Posts

Showing posts with the label music

Saluang

Image
Saluang is a wind instrument similar to a flute made of bamboo. This instrument is very popular in West Sumatra. Unlike an ordinary flute that has a reed or special part of one edge that can produce the sound, Saluang does not have this kind of part. It is merely a bamboo tube, about 3 cm in diameter and 90 cm long. The musicians produce the sound by blowing one edge from an angle so the wind from the musician's mouth will hit the other edge of the bamboo. There are several tone holes that produce tuning system similar to diatonic system. Darek means inland, so that Saluang Darek is Saluang that derives from inland area. This instrument is often used in Bagurau, one of the most popular performing arts that involves all people, the artists as well as the audience. Bagurau is merely song performance accompanied by the Saluang Darek that is called Dendang. The melody of the song and Saluang are tied precisely. One of the audience may ask the singer to describe or announce a certai...

Angklung

Image
Angklung is a normal low-pitched instrument done of bamboo. Angklung is a musical instrument made out of dual bamboo tubes trustworthy to a bamboo frame. The tubes have been forged so which they have a musical representation when struck. The dual tubes have been tuned to octaves. The bottom of a support is hold with a single palm whilst a alternative palm shakes a instrument fast from side to side. This causes a fast repeating note to sound. Thus any of 3 or some-more Angklung performers in an garb will fool around usually a single note as well as together finish melodies have been produced. Angklung is renouned via Southeast Asia, though originated from Indonesia (used as well as played by a Sundanese given a very old times). The Angklung got some-more general courtesy when Daeng Soetigna, from Bandung, West Java, stretched a Angklung notations not usually to fool around normal pélog or sléndro scales, though additionally diatonic scale in 1938. Since then, Angklung is mostly play...

Kolintang

Image
Kolintang music instrument originated from Minahasa, a place in North Sulawesi, an island in the east part of Indonesia. It is made from light but solid local wood such as TELUR, BANDARAN, WENANG, KAKINIK whose fibre construction appears in parallel lines. It can produce a long sound which can reach high pitch note as well as low pitch note when struck. The name Kolintang came from the sound: TONG (low pitch note), TING (high pitch note) and TANG (moderate pitch note). In the local language, the invitation "Let us do some TONG TING TANG" is: "Mangemo kumolintang". That settled the name of the instrument: KOLINTANG. In its early days, Kolintang originally consisted of only a series of wooden bars placed side by side in a row on the legs of the players who would sit on the floor with both of their legs stretched out in front of them. Later on, the function of the legs was replaced either by two poles of banana trunk or by a rope which hung them up to a wooden p...

Gambang Kromong

Image
Gambang Kromong is the Chinese originated Indonesian music born in the suburbs of Jakarta. It is also one of Indonesia’s most vivid and off the wall musical styles. The music’s name comes from the instruments, the gambang (xylophone) and the kromong (gong) played together with various flutes, and rebab (violin). It has a decidely funky rythm but perhaps the most distinctive feature is the semirapped, hard vocal delivery of the men, while the women wail with their typical finesse. A wonderfully mixed-up music, gambang kromong combines Indonesian, Chinese, and sometimes Western instruments. These 1990 recordings focus on two repertoires: a body of old pieces, now rarely heard, that blend Chinese and Indonesian musical elements; and the most èpopular modern repertoire, which sounds like gamelan music crossed with small-group jazz of the 1920s and 1930s.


> **Work task**: Read through the material below and copy each line in which the word "Percent" occurs.
[Source data Boundary: Start]
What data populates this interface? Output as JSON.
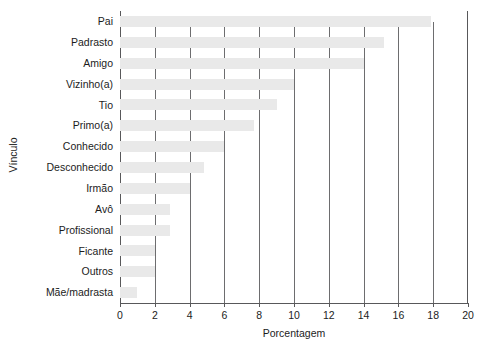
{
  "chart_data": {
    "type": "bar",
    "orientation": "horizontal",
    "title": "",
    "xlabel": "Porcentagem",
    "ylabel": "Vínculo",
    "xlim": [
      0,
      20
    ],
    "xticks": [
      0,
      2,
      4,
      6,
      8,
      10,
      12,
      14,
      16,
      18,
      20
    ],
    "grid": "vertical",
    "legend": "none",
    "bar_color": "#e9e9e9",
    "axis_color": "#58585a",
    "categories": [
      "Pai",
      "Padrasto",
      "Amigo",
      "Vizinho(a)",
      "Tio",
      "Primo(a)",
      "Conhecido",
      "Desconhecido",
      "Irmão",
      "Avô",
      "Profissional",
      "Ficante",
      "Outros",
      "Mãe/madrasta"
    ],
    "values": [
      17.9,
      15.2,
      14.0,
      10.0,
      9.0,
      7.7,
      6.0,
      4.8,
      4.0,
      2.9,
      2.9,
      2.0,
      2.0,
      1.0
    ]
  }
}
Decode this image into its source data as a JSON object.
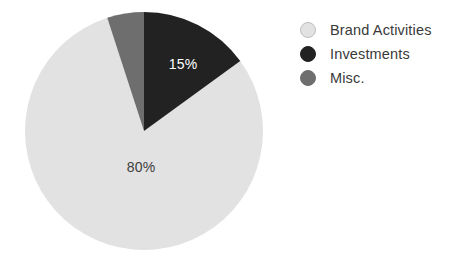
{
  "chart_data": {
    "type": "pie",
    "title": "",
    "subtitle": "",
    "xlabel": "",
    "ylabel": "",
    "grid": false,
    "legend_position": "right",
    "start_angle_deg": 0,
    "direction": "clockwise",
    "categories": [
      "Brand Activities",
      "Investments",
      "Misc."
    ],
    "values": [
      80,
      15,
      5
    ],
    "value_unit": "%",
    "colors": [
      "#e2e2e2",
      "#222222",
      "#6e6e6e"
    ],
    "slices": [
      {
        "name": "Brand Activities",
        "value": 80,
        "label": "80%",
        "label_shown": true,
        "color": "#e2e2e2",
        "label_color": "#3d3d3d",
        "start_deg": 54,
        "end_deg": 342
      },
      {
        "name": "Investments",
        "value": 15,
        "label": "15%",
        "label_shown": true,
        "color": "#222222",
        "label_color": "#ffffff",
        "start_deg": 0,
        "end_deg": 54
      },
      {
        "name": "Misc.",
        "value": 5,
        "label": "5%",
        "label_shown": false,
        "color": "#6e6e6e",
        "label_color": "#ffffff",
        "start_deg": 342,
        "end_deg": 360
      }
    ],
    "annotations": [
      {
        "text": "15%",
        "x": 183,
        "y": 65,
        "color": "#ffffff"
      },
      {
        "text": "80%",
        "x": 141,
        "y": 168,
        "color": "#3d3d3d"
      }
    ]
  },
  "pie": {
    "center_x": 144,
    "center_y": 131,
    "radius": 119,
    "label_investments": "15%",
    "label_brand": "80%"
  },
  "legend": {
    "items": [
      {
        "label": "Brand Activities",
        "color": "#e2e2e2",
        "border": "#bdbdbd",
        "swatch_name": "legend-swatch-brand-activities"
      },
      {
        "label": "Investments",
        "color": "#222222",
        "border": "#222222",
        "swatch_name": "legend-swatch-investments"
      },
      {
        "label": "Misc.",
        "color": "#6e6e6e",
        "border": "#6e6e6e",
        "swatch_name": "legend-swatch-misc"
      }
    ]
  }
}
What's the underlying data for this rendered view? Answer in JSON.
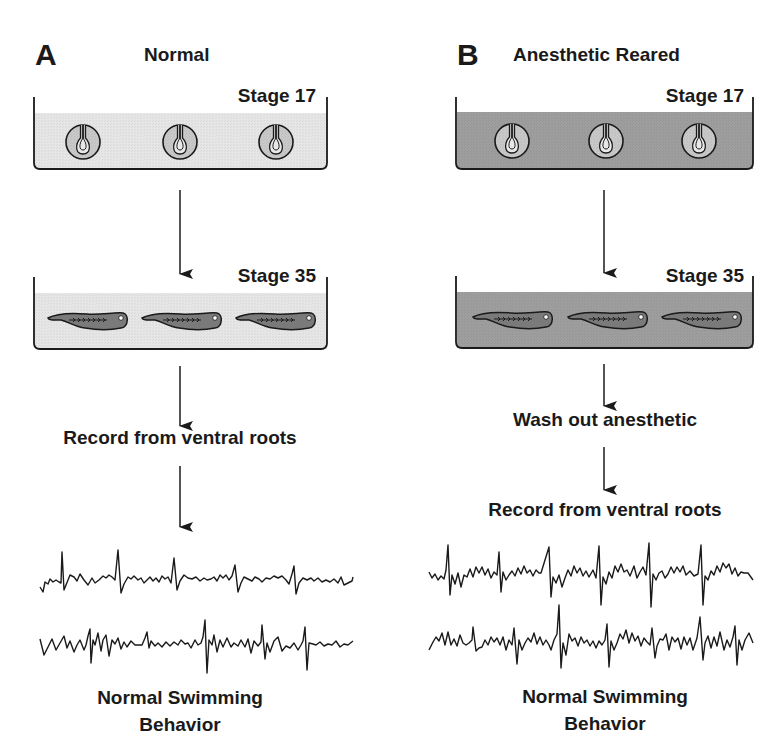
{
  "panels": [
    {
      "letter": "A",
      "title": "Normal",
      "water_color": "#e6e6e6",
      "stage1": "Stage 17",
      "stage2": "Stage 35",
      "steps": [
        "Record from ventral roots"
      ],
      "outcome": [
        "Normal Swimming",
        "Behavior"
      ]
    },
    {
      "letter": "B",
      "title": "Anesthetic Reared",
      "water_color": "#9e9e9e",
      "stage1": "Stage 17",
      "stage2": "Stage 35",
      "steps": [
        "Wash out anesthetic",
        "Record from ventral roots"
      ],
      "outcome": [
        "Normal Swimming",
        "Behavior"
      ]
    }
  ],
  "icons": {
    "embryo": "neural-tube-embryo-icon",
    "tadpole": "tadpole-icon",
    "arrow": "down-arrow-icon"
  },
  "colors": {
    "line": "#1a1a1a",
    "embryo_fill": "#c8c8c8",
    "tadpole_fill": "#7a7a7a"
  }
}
[Source data Boundary: End]
[Source data Boundary: Start]
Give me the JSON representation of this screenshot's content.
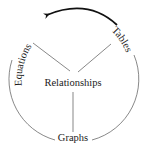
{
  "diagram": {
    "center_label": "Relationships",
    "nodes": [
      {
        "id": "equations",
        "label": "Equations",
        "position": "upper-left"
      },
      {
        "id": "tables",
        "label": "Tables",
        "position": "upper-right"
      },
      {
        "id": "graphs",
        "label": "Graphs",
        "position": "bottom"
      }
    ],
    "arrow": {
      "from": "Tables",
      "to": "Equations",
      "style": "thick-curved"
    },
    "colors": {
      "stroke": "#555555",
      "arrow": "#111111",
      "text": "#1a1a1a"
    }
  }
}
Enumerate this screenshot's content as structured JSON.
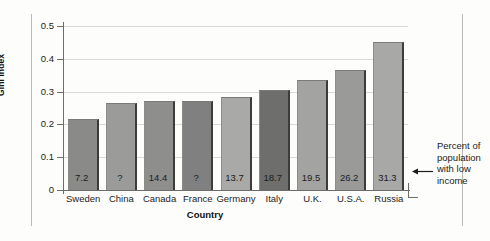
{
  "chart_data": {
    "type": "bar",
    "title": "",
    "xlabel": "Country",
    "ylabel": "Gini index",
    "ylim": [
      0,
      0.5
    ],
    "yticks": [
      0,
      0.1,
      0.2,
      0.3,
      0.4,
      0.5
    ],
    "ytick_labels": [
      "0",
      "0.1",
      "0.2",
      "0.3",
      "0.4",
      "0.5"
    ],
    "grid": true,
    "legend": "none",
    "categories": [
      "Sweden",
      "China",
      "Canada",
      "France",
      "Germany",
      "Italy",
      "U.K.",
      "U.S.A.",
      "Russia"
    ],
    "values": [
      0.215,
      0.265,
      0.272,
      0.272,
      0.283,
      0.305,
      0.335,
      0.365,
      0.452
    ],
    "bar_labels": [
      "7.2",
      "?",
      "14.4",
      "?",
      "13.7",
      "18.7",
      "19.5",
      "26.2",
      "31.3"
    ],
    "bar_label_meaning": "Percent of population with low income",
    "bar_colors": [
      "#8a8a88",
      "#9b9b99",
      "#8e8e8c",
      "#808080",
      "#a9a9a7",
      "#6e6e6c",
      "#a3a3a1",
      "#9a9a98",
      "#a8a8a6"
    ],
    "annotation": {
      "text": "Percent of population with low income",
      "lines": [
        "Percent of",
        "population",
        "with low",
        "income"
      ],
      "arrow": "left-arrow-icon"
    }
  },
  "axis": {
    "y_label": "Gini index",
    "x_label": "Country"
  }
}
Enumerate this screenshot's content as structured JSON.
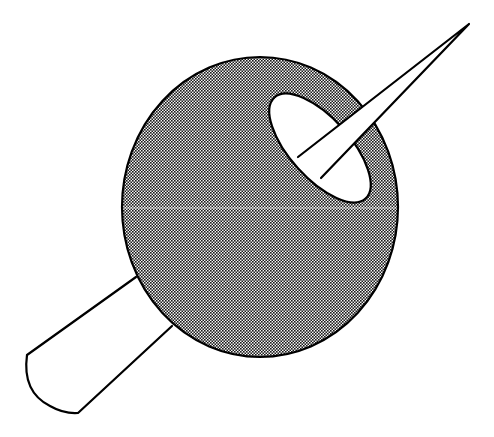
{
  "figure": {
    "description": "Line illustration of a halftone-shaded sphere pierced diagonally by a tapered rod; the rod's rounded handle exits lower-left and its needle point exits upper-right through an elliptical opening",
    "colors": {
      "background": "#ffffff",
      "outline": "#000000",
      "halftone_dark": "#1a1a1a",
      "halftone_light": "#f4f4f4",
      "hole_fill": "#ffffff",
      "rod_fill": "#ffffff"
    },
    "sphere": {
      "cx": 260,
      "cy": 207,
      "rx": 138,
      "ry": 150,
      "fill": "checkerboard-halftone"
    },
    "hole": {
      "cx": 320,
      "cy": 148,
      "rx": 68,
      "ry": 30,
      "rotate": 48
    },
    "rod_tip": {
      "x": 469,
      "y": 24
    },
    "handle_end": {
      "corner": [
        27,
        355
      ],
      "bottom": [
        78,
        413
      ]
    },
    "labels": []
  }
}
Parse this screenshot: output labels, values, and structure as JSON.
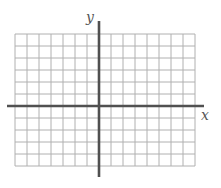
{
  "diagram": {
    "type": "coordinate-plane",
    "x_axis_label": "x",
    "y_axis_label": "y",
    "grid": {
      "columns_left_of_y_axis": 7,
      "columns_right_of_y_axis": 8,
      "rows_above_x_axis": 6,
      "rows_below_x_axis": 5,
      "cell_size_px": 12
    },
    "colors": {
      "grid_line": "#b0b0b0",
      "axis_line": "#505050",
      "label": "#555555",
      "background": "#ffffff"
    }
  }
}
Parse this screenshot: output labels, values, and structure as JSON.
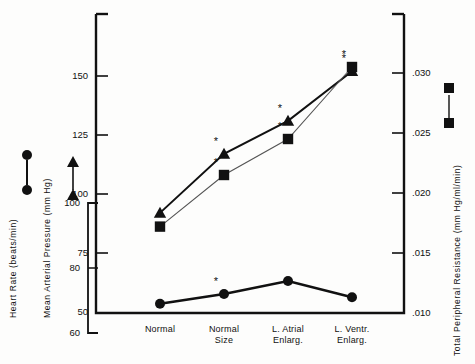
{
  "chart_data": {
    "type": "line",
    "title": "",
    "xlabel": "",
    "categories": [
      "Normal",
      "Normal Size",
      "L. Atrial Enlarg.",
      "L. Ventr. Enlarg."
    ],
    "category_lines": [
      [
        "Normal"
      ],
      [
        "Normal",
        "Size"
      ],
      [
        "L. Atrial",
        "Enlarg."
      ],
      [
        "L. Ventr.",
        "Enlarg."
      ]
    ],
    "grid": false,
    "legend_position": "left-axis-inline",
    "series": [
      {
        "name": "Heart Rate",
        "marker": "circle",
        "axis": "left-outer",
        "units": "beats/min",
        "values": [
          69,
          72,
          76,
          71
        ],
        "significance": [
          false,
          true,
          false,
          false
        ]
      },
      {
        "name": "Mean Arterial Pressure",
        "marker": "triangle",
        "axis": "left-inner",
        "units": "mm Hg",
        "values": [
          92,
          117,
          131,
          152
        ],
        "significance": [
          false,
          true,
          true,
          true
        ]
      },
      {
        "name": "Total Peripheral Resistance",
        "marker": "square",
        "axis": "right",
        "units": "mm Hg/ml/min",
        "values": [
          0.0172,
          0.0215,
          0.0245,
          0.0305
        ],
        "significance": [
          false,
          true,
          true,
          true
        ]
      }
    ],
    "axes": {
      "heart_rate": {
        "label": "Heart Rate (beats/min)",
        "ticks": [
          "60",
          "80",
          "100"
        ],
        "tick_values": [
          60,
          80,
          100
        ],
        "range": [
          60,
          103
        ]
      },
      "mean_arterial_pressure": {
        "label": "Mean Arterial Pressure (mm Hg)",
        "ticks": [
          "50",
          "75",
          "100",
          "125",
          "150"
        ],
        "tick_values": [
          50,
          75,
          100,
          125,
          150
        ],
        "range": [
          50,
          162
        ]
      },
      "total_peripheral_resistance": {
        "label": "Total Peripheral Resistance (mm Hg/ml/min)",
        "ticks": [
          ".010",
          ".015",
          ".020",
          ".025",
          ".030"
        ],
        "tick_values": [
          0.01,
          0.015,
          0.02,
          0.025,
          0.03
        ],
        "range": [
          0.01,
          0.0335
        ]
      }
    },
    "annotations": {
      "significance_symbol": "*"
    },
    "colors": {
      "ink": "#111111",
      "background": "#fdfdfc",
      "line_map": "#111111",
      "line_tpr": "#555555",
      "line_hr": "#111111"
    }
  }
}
[Source data Boundary: End]
> **Task result**:
    "bar_label_meaning": "Percent of population with low income",
      "text": "Percent of population with low income",
        "Percent of",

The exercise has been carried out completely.